My house has seen a lot. Based on its size (small!), it’s probably one of the oldest houses on the block, and would have witnessed the construction of the brick buildings around it. It might have seen a rail line that would turn the corner right here at Jefferson, turn south on Central and chug to the Cemetary of the Evergreens; due to municipal ball-dropping, a company was never assigned the route.

But the years, and previous owners, have been harsh. A house that once stood in the back yard burned down, and only the foundations and a few feet of brick wall survive, trees having long ago grown up through the floors and weeds having decomposed into several feet of dirt on top of the rubble. The interior of the house has been hacked up many times — the rooms have been flipped around all over, and bluestone slabs in the floor leave a hint to where fireplaces might once have been. But the most shocking damage is to the facade: a once-ornate front has been ripped off, replaced by poorly done stucco and cheap white flashing. My carved wooden double doors were ripped out, replaced by a smaller, single door, the extra space in the frame filled in sloppily with random pieces of timber. My storefront has been gone for almost 70 years — the Italian family that owned the house sold jewelry here.

The full horror of it was revealed to me the other day when I received a photo from the City from “around 1940.” Brace yourself: below is the before and after:


And from my neighbor’s City photo, you can see our now-residential street used to be mostly commercial at street level:

Other tragedies are apparent on my block. The building next door is now a lot used by an irresponsible construction company called “Greenleaf Cost.[sic] LLC” to store vehicles, chop up cars, and toss tons of trash. Across the street is another vacant lot that breaks up an an otherwise-attractive row of brick apartment houses. The remaining woodframe buildings have been defaced, too. We even have a “Fedders special” (called a much more un-PC term here in Bushwick) on the corner, which is not that bad and at least matches our setbacks.

There is no way we could afford a full restoration of the facade, but some decent window frames, shutters, a proper front door, and a simple new cornice — not to mention a new paint job! — might deghettofy our sad little pink box.

Anyone have any suggestions for a way to approach the facade? Or at least how to shut down the rat-and-mosquito-breeding lot next door?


■ **What the task requires**: Show every line below where "retina" appears.

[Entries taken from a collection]
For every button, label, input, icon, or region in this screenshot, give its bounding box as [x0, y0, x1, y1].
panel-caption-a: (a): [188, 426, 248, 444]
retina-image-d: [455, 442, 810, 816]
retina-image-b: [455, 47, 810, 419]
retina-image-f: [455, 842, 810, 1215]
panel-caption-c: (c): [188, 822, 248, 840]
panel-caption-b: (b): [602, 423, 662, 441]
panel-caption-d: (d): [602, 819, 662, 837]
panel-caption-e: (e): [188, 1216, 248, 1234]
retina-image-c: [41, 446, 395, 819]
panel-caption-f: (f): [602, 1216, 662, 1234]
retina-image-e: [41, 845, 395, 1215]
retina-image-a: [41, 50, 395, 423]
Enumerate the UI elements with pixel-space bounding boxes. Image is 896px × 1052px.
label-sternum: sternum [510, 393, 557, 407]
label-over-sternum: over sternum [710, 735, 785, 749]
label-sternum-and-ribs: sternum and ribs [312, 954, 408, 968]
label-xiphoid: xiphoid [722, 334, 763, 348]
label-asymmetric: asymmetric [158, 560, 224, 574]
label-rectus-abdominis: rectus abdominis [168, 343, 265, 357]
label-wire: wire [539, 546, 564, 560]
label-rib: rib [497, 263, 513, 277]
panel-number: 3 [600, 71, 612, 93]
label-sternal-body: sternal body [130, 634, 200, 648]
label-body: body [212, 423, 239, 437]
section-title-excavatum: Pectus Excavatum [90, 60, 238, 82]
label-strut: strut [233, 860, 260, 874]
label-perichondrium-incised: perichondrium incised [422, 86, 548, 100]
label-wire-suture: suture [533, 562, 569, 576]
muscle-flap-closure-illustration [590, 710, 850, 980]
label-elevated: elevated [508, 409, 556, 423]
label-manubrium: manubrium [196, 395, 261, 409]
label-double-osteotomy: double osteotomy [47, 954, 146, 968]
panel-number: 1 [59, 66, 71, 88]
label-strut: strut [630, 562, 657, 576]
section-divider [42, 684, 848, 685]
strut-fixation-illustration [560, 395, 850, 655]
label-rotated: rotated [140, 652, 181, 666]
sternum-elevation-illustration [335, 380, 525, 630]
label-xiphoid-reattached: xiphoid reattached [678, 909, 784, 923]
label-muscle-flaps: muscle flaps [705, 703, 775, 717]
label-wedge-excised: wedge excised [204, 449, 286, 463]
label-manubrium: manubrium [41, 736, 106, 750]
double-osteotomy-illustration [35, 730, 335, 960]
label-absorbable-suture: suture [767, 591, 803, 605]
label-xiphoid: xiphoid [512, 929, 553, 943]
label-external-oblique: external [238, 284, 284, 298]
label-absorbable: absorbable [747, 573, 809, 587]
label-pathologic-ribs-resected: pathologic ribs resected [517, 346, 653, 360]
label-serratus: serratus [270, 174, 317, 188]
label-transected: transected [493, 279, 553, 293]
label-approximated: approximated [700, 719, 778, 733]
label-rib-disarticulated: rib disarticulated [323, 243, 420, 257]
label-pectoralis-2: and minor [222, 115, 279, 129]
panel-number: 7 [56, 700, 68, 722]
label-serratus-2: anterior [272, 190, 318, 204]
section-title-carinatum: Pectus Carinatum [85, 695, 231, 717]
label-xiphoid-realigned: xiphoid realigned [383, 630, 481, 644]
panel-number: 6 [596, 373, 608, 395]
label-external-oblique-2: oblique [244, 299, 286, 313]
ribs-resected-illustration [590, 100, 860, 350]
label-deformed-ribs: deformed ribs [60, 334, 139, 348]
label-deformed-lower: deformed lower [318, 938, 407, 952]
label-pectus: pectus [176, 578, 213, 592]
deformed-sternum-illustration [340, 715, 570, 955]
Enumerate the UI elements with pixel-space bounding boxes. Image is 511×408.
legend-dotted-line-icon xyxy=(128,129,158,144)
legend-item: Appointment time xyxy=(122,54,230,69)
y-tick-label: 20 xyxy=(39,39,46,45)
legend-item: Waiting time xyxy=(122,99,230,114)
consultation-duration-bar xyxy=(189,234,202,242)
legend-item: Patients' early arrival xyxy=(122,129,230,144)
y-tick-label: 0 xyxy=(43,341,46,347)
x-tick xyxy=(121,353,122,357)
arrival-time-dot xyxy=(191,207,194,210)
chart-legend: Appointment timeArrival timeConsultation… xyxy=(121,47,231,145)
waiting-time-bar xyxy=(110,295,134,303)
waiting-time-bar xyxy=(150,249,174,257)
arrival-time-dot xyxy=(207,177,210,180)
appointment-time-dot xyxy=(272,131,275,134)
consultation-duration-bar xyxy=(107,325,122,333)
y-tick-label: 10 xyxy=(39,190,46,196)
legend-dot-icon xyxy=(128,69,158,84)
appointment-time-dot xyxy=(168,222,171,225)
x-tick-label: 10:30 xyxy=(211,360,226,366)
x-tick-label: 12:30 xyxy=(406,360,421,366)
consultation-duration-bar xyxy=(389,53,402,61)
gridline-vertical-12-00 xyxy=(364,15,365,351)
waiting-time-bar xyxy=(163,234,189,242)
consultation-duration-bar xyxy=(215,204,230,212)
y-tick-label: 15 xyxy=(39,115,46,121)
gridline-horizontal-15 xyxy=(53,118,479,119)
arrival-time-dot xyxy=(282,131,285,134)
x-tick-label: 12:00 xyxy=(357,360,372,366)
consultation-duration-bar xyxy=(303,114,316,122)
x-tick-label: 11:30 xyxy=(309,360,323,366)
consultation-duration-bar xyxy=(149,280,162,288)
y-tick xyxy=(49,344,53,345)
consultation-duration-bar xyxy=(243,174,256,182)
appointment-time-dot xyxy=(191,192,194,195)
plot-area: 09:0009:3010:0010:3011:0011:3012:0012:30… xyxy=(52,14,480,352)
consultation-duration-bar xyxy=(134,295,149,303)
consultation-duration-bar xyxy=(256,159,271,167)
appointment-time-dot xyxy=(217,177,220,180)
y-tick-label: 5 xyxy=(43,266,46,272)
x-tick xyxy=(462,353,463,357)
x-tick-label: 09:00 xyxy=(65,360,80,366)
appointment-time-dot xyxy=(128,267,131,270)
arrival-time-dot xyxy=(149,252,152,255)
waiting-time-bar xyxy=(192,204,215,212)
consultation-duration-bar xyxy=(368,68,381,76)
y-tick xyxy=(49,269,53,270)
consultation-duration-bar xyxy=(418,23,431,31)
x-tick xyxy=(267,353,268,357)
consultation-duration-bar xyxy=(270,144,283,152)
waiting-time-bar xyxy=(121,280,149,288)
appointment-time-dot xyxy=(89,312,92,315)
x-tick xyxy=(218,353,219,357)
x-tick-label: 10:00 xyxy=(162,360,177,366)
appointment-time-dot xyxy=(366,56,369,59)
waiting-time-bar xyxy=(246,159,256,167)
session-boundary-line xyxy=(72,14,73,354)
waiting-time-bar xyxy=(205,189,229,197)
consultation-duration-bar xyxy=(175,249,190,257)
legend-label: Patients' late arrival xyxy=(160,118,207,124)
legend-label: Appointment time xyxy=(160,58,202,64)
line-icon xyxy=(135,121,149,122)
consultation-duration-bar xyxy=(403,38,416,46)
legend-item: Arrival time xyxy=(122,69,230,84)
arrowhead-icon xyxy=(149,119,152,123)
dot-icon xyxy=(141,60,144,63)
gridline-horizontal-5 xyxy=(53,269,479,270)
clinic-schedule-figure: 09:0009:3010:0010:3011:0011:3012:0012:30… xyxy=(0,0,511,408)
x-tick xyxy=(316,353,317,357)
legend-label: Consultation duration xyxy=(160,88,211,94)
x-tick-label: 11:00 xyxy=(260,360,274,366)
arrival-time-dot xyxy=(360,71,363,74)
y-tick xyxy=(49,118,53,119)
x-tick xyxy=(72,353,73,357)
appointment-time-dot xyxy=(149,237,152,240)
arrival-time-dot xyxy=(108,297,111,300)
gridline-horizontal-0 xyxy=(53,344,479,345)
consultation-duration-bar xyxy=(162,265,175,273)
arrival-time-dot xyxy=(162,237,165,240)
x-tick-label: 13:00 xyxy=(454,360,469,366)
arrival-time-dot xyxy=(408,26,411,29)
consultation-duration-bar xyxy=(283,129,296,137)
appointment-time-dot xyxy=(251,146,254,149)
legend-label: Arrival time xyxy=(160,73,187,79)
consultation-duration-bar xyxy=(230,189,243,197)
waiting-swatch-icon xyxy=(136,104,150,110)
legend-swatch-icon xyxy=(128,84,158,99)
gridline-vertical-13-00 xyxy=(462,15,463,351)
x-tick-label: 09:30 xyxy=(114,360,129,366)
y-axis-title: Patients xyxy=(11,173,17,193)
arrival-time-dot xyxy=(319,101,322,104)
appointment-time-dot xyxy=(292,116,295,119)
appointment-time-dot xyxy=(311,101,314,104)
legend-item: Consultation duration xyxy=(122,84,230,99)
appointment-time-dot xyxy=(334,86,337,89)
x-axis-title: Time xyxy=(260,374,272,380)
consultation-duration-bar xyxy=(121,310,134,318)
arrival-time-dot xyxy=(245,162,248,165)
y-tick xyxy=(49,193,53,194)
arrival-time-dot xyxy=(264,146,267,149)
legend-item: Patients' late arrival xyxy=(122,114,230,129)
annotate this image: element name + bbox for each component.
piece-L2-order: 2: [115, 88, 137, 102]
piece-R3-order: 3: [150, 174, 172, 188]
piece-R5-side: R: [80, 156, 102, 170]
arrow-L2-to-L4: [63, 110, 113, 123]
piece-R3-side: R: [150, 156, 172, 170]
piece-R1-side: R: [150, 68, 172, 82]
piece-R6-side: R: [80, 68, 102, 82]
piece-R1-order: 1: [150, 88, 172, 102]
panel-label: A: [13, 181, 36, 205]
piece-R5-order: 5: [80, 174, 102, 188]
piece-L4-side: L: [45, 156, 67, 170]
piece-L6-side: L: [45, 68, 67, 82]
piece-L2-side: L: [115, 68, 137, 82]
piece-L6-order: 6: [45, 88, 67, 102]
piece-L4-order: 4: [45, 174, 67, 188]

■ **Task answer**:
retina-image-d: [455, 442, 810, 816]
retina-image-b: [455, 47, 810, 419]
retina-image-f: [455, 842, 810, 1215]
retina-image-c: [41, 446, 395, 819]
retina-image-e: [41, 845, 395, 1215]
retina-image-a: [41, 50, 395, 423]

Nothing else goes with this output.